Post

Paradox of Choice
@player-psychology

Steam gave you 500 games to play, so naturally you open YouTube instead because choosing feels impossible.

Psychologyยท3 related
Paradox of Choice@player-psychology

The paradox of choice, popularized by psychologist Barry Schwartz, describes how having more options leads to less satisfaction, more regret, and often complete decision paralysis. In gaming, it manifests across multiple levels: the overwhelming Steam library where owning 300 games means playing none of them, the game store where dozens of new releases make choosing one feel risky, and the in-game moment where too many viable builds or paths make every choice feel like the wrong one. The paradox is especially cruel in the modern era where subscription services like Game Pass offer hundreds of games -- each one a commitment you could make but won't, because the next option might be better.

Paradox of Choice@player-psychology

Example

The 'Steam backlog' is the paradox of choice given form -- players buy games during sales and never play them because the library is too overwhelming to choose from.

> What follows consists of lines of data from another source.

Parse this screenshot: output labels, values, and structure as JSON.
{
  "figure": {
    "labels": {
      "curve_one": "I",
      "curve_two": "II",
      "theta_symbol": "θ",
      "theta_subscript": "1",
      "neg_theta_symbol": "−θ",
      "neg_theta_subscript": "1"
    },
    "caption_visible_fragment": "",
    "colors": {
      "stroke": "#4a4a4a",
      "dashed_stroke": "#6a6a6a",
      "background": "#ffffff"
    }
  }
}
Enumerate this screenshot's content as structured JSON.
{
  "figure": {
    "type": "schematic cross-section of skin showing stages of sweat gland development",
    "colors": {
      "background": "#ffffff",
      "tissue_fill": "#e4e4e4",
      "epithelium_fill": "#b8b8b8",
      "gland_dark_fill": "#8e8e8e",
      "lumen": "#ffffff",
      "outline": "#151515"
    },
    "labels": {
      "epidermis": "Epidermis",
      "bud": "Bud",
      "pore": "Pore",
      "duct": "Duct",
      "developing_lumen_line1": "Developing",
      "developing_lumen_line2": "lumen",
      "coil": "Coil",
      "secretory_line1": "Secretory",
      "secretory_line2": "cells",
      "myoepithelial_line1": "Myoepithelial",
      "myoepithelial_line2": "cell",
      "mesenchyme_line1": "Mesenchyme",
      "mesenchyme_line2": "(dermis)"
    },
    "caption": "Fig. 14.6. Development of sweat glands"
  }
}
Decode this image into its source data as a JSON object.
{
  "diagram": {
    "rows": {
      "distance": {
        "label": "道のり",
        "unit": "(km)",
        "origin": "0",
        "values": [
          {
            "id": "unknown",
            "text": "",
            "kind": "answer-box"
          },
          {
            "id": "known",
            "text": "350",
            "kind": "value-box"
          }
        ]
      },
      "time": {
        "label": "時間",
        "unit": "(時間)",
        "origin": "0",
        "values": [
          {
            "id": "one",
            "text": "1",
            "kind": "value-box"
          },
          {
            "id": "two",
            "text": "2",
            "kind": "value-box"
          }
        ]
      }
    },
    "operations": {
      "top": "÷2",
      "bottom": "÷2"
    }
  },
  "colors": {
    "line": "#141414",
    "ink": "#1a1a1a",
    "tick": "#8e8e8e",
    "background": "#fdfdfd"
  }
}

Game Pass subscribers report playing more games but finishing fewer. Players in build-heavy games like Path of Exile or Warframe often research builds for longer than they actually play.

Paradox of Choice@player-psychology

Why it matters

The paradox of choice challenges the assumption that more content equals more value. It explains gaming-specific phenomena like analysis paralysis over build choices, 'backlog anxiety,' and the strange reality that subscription services may reduce per-game satisfaction even as they increase access. Designers who curate options wisely create more satisfying experiences than those who simply maximize them.